Do you believe it now? Can this really be how they live out their lives, so close to the City that they can hear the bells clamoring and the processions proceeding? Can they really live together, in a house by the sea? No?

Let me tell you this, then. There used to be a doctor—a nice man with a real white doctor’s coat, who still lives in the City—who came out to their house every Wednesday to check up on them, but that didn’t work out, because he kept feeling uncomfortable and trying to euthanize them. So now, whenever one of them gets sick, a woman comes in on the train from Vallcoris. She doesn’t have a doctor’s coat. She just has a sweater. She doesn’t know about the basement, she doesn’t know about anything, not really. She just takes their pulse and asks them to cough, and leaves them with prescriptions, and no one tries to euthanize anyone.

Is that enough to convince you? Is it still too impossible, that they might just live together in their own house and their own time?

Should I tell you, then, about how they die? You see, it used to be, whenever one of them died, some nice people came out from the City to take the body away. But they were so upset—so apologetic and mumbling as they refused to meet anyone’s eyes—that now no one bothers calling the nice people from the City. Instead, they bury their dead in a small plot behind the garden. They get the old shovels out of the shed, pick a spot in the garden, and begin to dig. Each of them digs, some just a shovelful, some working the whole night, sometimes together, sometimes alone. By the next day, the hole is deep enough to be a grave. They don’t say anything. Not one of them needs instructions on how to mourn.

Can you believe me now? Can you believe that they live their lives and die their deaths in some semblance of peace? Can you believe that their lives are more than the basement we locked them in?

Would you like more? What more would you like? Would you rather imagine them suffering, even away from the City, away from the basement, even in their own house by the sea? Would you like to hear about screams, or nightmares, or the new one, beating herself bloody against the walls? Would you like to imagine that the house needs extra mops because, sometimes, even though they hate mops (and all of them hate mops), they can’t sleep through without a mop or two to be terrified of?

Or is that not it? Are you missing something else altogether?

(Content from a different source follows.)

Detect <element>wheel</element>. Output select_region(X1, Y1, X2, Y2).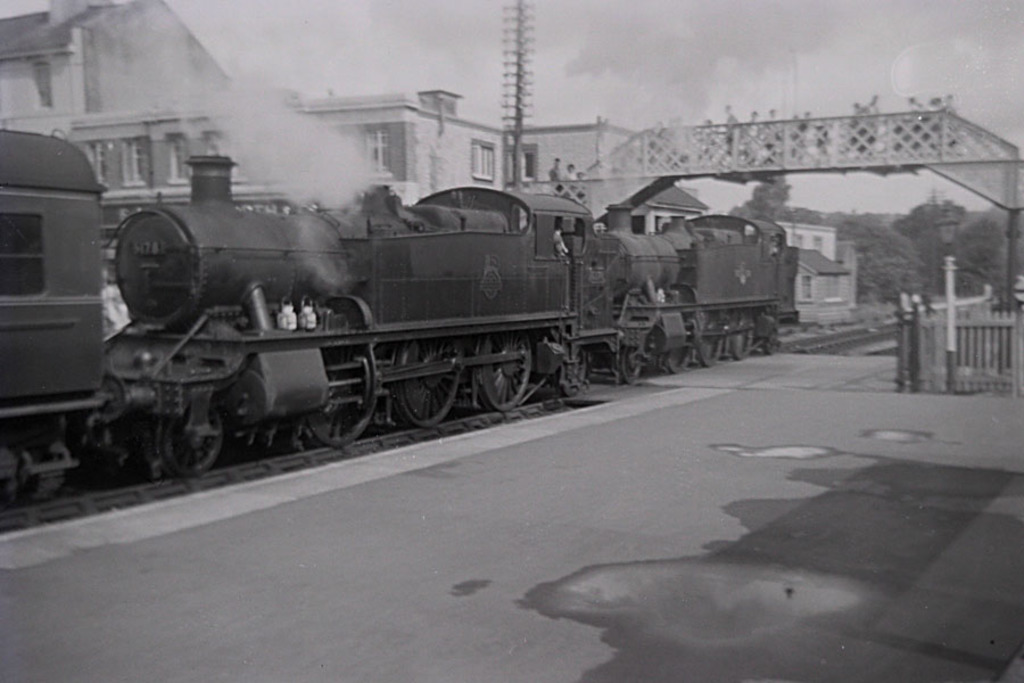
select_region(307, 352, 373, 443).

Would you rather hear about marches, political protests, public shaming and human rights laws? Even though we both know that never happened and we both know that it never could happen, would it comfort you, to imagine them fighting back? Would you rather hear that they all walked away from the City and never came back? Or do you prefer to pretend that they might someday return—returning, not like you did when you were fourteen and walked away and then slunk back two weeks later—not in shame, but in anger, with tank columns and cluster bombs and chains of command and theories of legitimate violence?

Believe those things, if it makes you happy. I, though, will believe that they live alone, together, in a house by the sea.